Filter Records in Reports

5 mins read - Updated on Dec 22, 2025

Filters help you narrow down large datasets and focus only on the records that matter for your analysis. In Kimola, a report is where collected data is analyzed and presented with insights such as sentiment, themes, and summaries. Filters allow you to refine which records are shown inside a report without changing the underlying data.

This article explains how to access report filters and how each filter type works.

Getting Ready

Before applying filters, make sure you are signed in to your Kimola account and have opened the report you want to work with from the Reports section. Filtering options are available only in the full analysis view, so after opening the report, switch to full analysis by clicking See Full Analysis in the top-right corner or by navigating to the Analysis view using the left panel inside the report.

Available Filter Types in Reports

The set of filters available in a report is not fixed. Available filters depend on the data and analysis included in the report. Some filters appear only if the corresponding fields or analysis outputs exist.

For example, columns collected from Amazon reviews can vary by product. One product may include attributes such as color or pack size, while another may include different variation fields. As a result, the available column filters can differ from one report to another.

Similarly, the Date filter is available only if the dataset includes a date field. If no date information exists, time-based filtering is not shown. Theme and sentiment filters appear only when the related analysis or classifiers are applied during report creation.

Once you are in the full analysis view, filtering controls appear above the report content. You can apply one or multiple filters at the same time to refine the data shown in the report.

Note

In addition to exporting reports, key dashboard elements can also be copied directly.

Sentiment distributions, themes, popular terms, and language breakdowns displayed in the report dashboard can be copied and pasted into external tools such as Excel. This is useful for quick checks, ad-hoc analysis, or combining Kimola insights with existing spreadsheets without exporting the full report.

Filter by Columns

The Columns filter helps you focus on a defined subset of records by filtering based on specific data fields in your dataset.

The Columns filter allows you to narrow down records based on the data fields available in your dataset, such as rating, product variation, seller name, country, platform, or other attributes. After selecting a column, you can simply choose one or more values from that column to refine the results.

This makes it easy to focus on a specific subset of data—for example, reviewing feedback for a particular seller, analyzing reviews for a certain product variation, or filtering records from a specific country—without scanning the entire dataset.

Filter by Date

If your dataset includes a date field, you can limit records to a specific time period.

By setting a start and end date, you can analyze feedback from a particular timeframe, such as a campaign period, launch window, or seasonal range.

Kimola automatically detects frequently mentioned terms in your dataset.

You can click on any popular term to filter the report and display only the records where that term appears. This allows you to quickly explore conversations around specific features, issues, or themes.

Unlike Popular Terms, keyword search lets you manually look for specific words or phrases, even if they are not frequently mentioned across the dataset.

This filter is useful when you want to find records mentioning specific concepts, brand names, features, or issues that may not appear as popular terms.

Filter by Sentiment

Sentiment filters let you focus on records classified as positive, negative, or neutral.

This makes it easy to isolate complaints, highlight positive feedback, or compare sentiment-driven patterns across the dataset.

Filter by Theme

Themes are generated through classification and analysis models during report creation. If your report includes theme analysis, you can filter records by these labels.

This helps you focus on specific discussion areas, such as usability, pricing, customer support, or product quality, depending on the applied classifiers.

Filter by Language

Language filters allow you to narrow down records based on the language detected in the content.

This filter is especially useful when working with multilingual datasets, such as global Amazon reviews or feedback collected from multiple regions. It helps you focus on insights from a specific market or analyze languages separately for clearer interpretation.

Applying filters does not modify or remove data from the report. Filters only change which records are displayed.

When working with multiple filters, you may want to return to the original, unfiltered view of the report. To remove all applied filters at once, use the Reset option in the top-right corner of the page. You can also clear all active filters using the Reset Filters option located below the search bar. Both options restore the report to its default, unfiltered state.

Tip

You can export reports with filters applied. After setting your desired filters, use the export option and choose whether to apply current filters or export the full dataset. Filtered exports are supported for Excel, PDF, and PowerPoint formats.

By combining different filter types, you can create focused views of your data that align with specific analysis goals. Filters help you move from broad datasets to targeted insights, making it easier to explore patterns, validate assumptions, and extract meaningful conclusions from your reports.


#### Work required
The records below need to be copied in full. Match them exactly.

[Collected data]
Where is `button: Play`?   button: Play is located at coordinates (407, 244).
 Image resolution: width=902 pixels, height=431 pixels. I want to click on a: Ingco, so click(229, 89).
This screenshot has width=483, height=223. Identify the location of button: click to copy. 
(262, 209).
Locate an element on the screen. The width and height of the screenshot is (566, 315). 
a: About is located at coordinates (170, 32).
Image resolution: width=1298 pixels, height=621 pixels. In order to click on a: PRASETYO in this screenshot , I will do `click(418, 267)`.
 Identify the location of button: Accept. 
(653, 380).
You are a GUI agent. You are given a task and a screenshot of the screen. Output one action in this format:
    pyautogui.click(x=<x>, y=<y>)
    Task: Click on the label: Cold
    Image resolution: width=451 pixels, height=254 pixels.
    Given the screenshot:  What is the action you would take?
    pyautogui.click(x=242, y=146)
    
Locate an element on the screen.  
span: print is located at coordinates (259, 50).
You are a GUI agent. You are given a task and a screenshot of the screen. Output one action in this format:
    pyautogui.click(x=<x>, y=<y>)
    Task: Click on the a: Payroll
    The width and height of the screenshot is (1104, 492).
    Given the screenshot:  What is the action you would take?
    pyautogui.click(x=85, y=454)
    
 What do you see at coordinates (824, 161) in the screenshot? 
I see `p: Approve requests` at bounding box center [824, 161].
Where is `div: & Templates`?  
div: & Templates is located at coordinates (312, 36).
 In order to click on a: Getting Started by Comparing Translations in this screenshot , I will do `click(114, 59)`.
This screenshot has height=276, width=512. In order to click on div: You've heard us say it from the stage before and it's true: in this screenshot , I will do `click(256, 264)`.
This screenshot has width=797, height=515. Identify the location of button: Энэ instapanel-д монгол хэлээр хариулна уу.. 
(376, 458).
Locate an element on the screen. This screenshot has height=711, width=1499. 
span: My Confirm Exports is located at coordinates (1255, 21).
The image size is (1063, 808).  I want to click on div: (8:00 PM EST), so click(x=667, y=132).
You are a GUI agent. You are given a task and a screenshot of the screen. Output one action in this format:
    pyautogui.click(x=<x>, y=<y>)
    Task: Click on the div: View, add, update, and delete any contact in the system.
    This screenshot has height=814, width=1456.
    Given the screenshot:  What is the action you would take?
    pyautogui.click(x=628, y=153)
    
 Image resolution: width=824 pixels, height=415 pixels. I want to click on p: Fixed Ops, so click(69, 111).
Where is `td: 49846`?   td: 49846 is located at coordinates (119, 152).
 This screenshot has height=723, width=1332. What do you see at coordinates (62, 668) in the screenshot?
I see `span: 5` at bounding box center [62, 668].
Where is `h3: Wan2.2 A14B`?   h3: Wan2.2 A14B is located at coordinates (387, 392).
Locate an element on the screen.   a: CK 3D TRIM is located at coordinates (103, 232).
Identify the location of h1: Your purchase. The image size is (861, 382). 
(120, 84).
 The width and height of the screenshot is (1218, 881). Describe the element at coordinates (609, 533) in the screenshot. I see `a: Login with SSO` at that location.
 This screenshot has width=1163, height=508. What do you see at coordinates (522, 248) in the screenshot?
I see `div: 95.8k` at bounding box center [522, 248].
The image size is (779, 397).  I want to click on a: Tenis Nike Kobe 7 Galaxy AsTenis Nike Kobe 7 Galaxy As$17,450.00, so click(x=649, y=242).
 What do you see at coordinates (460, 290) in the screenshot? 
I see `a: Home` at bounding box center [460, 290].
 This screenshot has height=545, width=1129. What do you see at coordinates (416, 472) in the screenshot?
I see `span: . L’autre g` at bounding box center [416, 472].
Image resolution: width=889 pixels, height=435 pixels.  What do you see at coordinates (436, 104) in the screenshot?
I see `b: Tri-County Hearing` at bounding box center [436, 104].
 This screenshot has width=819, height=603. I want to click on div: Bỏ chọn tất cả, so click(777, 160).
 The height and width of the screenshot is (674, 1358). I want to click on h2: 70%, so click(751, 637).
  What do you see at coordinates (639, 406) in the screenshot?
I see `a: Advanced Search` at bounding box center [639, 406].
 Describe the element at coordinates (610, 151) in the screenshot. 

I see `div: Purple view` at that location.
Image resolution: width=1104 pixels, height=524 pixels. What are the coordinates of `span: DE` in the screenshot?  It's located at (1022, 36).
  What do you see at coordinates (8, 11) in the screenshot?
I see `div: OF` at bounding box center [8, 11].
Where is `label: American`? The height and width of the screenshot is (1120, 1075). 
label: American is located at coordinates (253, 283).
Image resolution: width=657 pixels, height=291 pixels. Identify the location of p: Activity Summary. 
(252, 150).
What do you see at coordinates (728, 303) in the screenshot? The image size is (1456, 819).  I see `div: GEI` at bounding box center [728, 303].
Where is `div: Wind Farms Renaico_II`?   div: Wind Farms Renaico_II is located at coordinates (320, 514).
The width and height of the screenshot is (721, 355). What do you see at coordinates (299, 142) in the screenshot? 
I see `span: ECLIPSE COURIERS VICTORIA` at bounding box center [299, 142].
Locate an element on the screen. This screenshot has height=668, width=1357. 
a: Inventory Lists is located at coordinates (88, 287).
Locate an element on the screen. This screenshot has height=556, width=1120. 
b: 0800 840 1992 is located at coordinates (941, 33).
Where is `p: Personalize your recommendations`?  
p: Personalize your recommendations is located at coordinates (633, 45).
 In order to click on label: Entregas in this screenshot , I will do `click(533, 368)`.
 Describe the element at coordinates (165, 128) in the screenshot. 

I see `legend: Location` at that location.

#### Final answer
Where is `button: Play`?   button: Play is located at coordinates (407, 244).
 Image resolution: width=902 pixels, height=431 pixels. I want to click on a: Ingco, so click(229, 89).
This screenshot has width=483, height=223. Identify the location of button: click to copy. 
(262, 209).
Locate an element on the screen. The width and height of the screenshot is (566, 315). 
a: About is located at coordinates (170, 32).
Image resolution: width=1298 pixels, height=621 pixels. In order to click on a: PRASETYO in this screenshot , I will do `click(418, 267)`.
 Identify the location of button: Accept. 
(653, 380).
You are a GUI agent. You are given a task and a screenshot of the screen. Output one action in this format:
    pyautogui.click(x=<x>, y=<y>)
    Task: Click on the label: Cold
    Image resolution: width=451 pixels, height=254 pixels.
    Given the screenshot:  What is the action you would take?
    pyautogui.click(x=242, y=146)
    
Locate an element on the screen.  
span: print is located at coordinates (259, 50).
You are a GUI agent. You are given a task and a screenshot of the screen. Output one action in this format:
    pyautogui.click(x=<x>, y=<y>)
    Task: Click on the a: Payroll
    The width and height of the screenshot is (1104, 492).
    Given the screenshot:  What is the action you would take?
    pyautogui.click(x=85, y=454)
    
 What do you see at coordinates (824, 161) in the screenshot? 
I see `p: Approve requests` at bounding box center [824, 161].
Where is `div: & Templates`?  
div: & Templates is located at coordinates (312, 36).
 In order to click on a: Getting Started by Comparing Translations in this screenshot , I will do `click(114, 59)`.
This screenshot has height=276, width=512. In order to click on div: You've heard us say it from the stage before and it's true: in this screenshot , I will do `click(256, 264)`.
This screenshot has width=797, height=515. Identify the location of button: Энэ instapanel-д монгол хэлээр хариулна уу.. 
(376, 458).
Locate an element on the screen. This screenshot has height=711, width=1499. 
span: My Confirm Exports is located at coordinates (1255, 21).
The image size is (1063, 808).  I want to click on div: (8:00 PM EST), so click(x=667, y=132).
You are a GUI agent. You are given a task and a screenshot of the screen. Output one action in this format:
    pyautogui.click(x=<x>, y=<y>)
    Task: Click on the div: View, add, update, and delete any contact in the system.
    This screenshot has height=814, width=1456.
    Given the screenshot:  What is the action you would take?
    pyautogui.click(x=628, y=153)
    
 Image resolution: width=824 pixels, height=415 pixels. I want to click on p: Fixed Ops, so click(69, 111).
Where is `td: 49846`?   td: 49846 is located at coordinates (119, 152).
 This screenshot has height=723, width=1332. What do you see at coordinates (62, 668) in the screenshot?
I see `span: 5` at bounding box center [62, 668].
Where is `h3: Wan2.2 A14B`?   h3: Wan2.2 A14B is located at coordinates (387, 392).
Locate an element on the screen.   a: CK 3D TRIM is located at coordinates (103, 232).
Identify the location of h1: Your purchase. The image size is (861, 382). 
(120, 84).
 The width and height of the screenshot is (1218, 881). Describe the element at coordinates (609, 533) in the screenshot. I see `a: Login with SSO` at that location.
 This screenshot has width=1163, height=508. What do you see at coordinates (522, 248) in the screenshot?
I see `div: 95.8k` at bounding box center [522, 248].
The image size is (779, 397).  I want to click on a: Tenis Nike Kobe 7 Galaxy AsTenis Nike Kobe 7 Galaxy As$17,450.00, so click(x=649, y=242).
 What do you see at coordinates (460, 290) in the screenshot? 
I see `a: Home` at bounding box center [460, 290].
 This screenshot has height=545, width=1129. What do you see at coordinates (416, 472) in the screenshot?
I see `span: . L’autre g` at bounding box center [416, 472].
Image resolution: width=889 pixels, height=435 pixels.  What do you see at coordinates (436, 104) in the screenshot?
I see `b: Tri-County Hearing` at bounding box center [436, 104].
 This screenshot has width=819, height=603. I want to click on div: Bỏ chọn tất cả, so click(777, 160).
 The height and width of the screenshot is (674, 1358). I want to click on h2: 70%, so click(751, 637).
  What do you see at coordinates (639, 406) in the screenshot?
I see `a: Advanced Search` at bounding box center [639, 406].
 Describe the element at coordinates (610, 151) in the screenshot. 

I see `div: Purple view` at that location.
Image resolution: width=1104 pixels, height=524 pixels. What are the coordinates of `span: DE` in the screenshot?  It's located at (1022, 36).
  What do you see at coordinates (8, 11) in the screenshot?
I see `div: OF` at bounding box center [8, 11].
Where is `label: American`? The height and width of the screenshot is (1120, 1075). 
label: American is located at coordinates (253, 283).
Image resolution: width=657 pixels, height=291 pixels. Identify the location of p: Activity Summary. 
(252, 150).
What do you see at coordinates (728, 303) in the screenshot? The image size is (1456, 819).  I see `div: GEI` at bounding box center [728, 303].
Where is `div: Wind Farms Renaico_II`?   div: Wind Farms Renaico_II is located at coordinates (320, 514).
The width and height of the screenshot is (721, 355). What do you see at coordinates (299, 142) in the screenshot? 
I see `span: ECLIPSE COURIERS VICTORIA` at bounding box center [299, 142].
Locate an element on the screen. This screenshot has height=668, width=1357. 
a: Inventory Lists is located at coordinates (88, 287).
Locate an element on the screen. This screenshot has height=556, width=1120. 
b: 0800 840 1992 is located at coordinates (941, 33).
Where is `p: Personalize your recommendations`?  
p: Personalize your recommendations is located at coordinates (633, 45).
 In order to click on label: Entregas in this screenshot , I will do `click(533, 368)`.
 Describe the element at coordinates (165, 128) in the screenshot. 

I see `legend: Location` at that location.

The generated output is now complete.